The Clean Water Act settlement between Trident Seafoods and the Environmental Protection agency might not be quite settled. St. Paul’s tribe, Native corporation, and fishing association are pushing the federal government to reconsider terms that they say could lead to the closure of their only year-round processing plant. KUCB’s Alexandra Gutierrez reports.

In September, the EPA announced that Trident was being fined $2.5 million for hundreds of Clean Water Act violations documented at Alaska plants over the last decade — the biggest settlement of its kind. The company also agreed to spend $30 million on facility upgrades that would limit the discharge of fish waste that can create dead zones on the seafloor.

All 18 of Trident’s plants in Alaska are expected to see business change in one way of another as a result of this agreement. The Akutan plant, for example, has five years to develop a filtering process that will let next to nothing through its screens and shrink their waste pile down by half. The Naknek facility has three years to get a fishmeal plant up and running. But in St. Paul, there are no slated upgrades at the Trident plant, and there’s no extended timeline for improvement: Starting this year, the facility there has simply been banned from releasing any amount of fish waste between May and November, around the time that fishing gets hot and that the shrinking population of fur seals gathers on the island.

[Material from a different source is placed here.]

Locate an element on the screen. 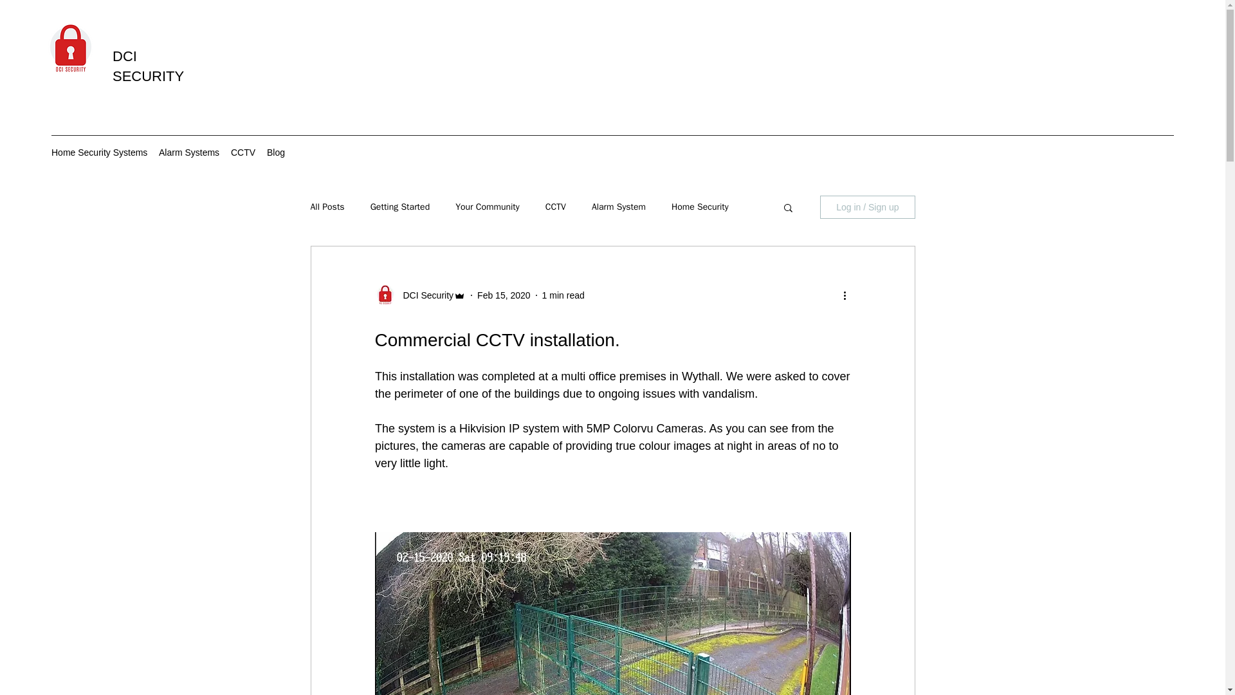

Since the Trident facility is the only shoreside plant in St. Paul and the island’s biggest moneymaker, local interests are saying that this rule could torpedo the economy there. According to a letter sent to the Department of Justice by the regional Native corporation TDX, which leases property to Trident, the discharge ban would "effectively shut down the facility until Trident can provide for other, expensive arrangements, if it decides to stay at all." Because of that, it’s asking the government to suspend the settlement language that affects St. Paul — or stay the decree entirely, if that’s not possible.

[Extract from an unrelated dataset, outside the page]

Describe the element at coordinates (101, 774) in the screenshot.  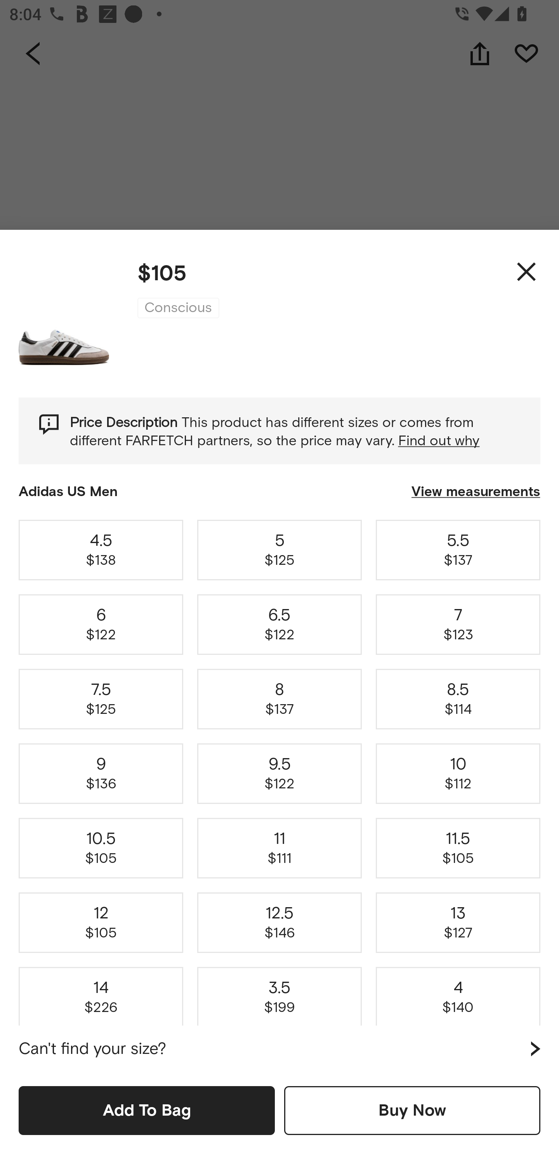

The Central Bering Sea Fishermen’s Association expresses similar concerns. In its letter, the community development quota group states that a restriction during that time period would prevent the plant from processing up to $5 million worth of halibut and about $1.5 million worth of king crab. They also suggest that about a fifth of the town’s population could see their income disappear if the regulation causes the plant to shut down during the profitable summer and fall seasons.

But the biggest potential wrinkle for the settlement could be that St. Paul’s tribal government says that it wasn’t consulted as part of this process. The Aleut Community of St. Paul Island argues that the EPA didn’t follow federal law *and* their own policy of including Native groups on civil legal matters.

Right now, the EPA is currently evaluating these comments, and the agency offered a written statement that it "plans to complete the consultation process prior to finalizing the consent decree." The agency added that part of the reason it decided to go with an all-out ban on waste during the summer months is that the St. Paul facility is processing a lot more halibut than it did when it first got it its discharge permit two decades ago and that the plant is now releasing 50 times as much waste in area waters. Even though the agency doesn’t know if there are any dead zones around St. Paul, it says that because of that permit history along with "routine non-compliance of the facility and the proximity of the outfall to sensitive species and habitat, they decided to treat the Trident plant there differently from plants in other parts of Alaska.

The agency did not offer a timeline for their decision on the settlement.